Tushar GuptaSep 12, 2018, 01:23 PM | Updated 01:23 PM IST
Joshua Lott/Getty Images

Joshua Lott/Getty Images


Read previous article of the series here.

In 2008, the United States (US) Treasury Secretary Hank Paulson phoned Alan Greenspan, former chairman of the Federal Reserve, to pick his mind on the housing crisis that was shackling the economy. Greenspan, the most powerful banker on Earth for over two decades had a simple suggestion.

He reckoned that there was an excess in housing supply, that is the supply exceeded the demand for the houses, and hence, the US Government should buy up thousands and thousands of houses, and burn them down. He was not joking.

The terrorist attacks of September 11, 2001, had political consequences that changed the face of the Middle East. The events of 9/11 also facilitated a change in the economic structure within the US. Greenspan, who was then the chairman of the Federal Reserve, cut the interest rate from 6.5 per cent to mere 1 per cent in 2003. The lowest in 50 years. Money was being artificially pumped into the economy like never before.

The George Bush administration, after 9/11, to support the war efforts in Afghanistan and Iraq went on a spending spree. Taxes were reduced, especially for the rich, cheap loans were made to boost consumer spending, and national deficit was allowed to increase.

Greenspan’s interest rates had a direct impact on house loans. Due to the reduction in interest rate, monthly mortgage payments for the houses decreased. The same monthly payment that supported a $180,000 loan in 2000 was now able to serve a $245,000 loan in 2003. The American dream of owning a house was made ridiculously cheap.

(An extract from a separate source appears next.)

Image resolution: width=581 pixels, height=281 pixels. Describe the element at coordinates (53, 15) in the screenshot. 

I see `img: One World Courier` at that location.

What began in the early 2000s converged in September 2008 to become the causality of the Great Recession. It was a drama that had multiple acts, characters from both the private and the government sector, characters that included everyone, from the US Treasury Secretary to a bartender turned mortgage broker thousands of miles away from the Wall Street hustle. There were no heroes in this story.

Act-1: Owning The American Dream and the access to easy home loans

When it comes to lending, the population can be segmented into three parts. One, those who have a good credit history and are believed to be in a position to pay back the loans without defaulting. These are the ones who qualify for loans without any trouble.

Two, those who have an average credit history and are believed to be somewhat in a position to pay back their loan. These are the ones who qualify for a loan after an elaborate background check (employment history, credit default history, etc.) by the lender.

Three, ones with no proof of income, no credit history, regular defaulters on their credit card and auto loans. These are the ones who do not qualify for a loan.

By 2005, the lenders in America saw no difference in these three segments. Contrary to popular belief, easy home loans were not increasing home-ownership. Instead, loans were being made to refinance a second home. Less than 10 per cent of the home loans made in the 2000s led to house ownership.

To put things in perspective, assume one owns Rs. 50,000 to the bank in credit card bills. What Americans were doing in the 2000s was not paying the bill and settle the debt, but go for a new credit card that came with a spending limit of Rs. 60,000 or more (usually more) and paid off Rs. 50,000 they owed and spent the rest remaining amount. The bill was settled. The debt wasn’t.

It did not stop at two, three, or five loans. But, why were so many loans being made in the first place?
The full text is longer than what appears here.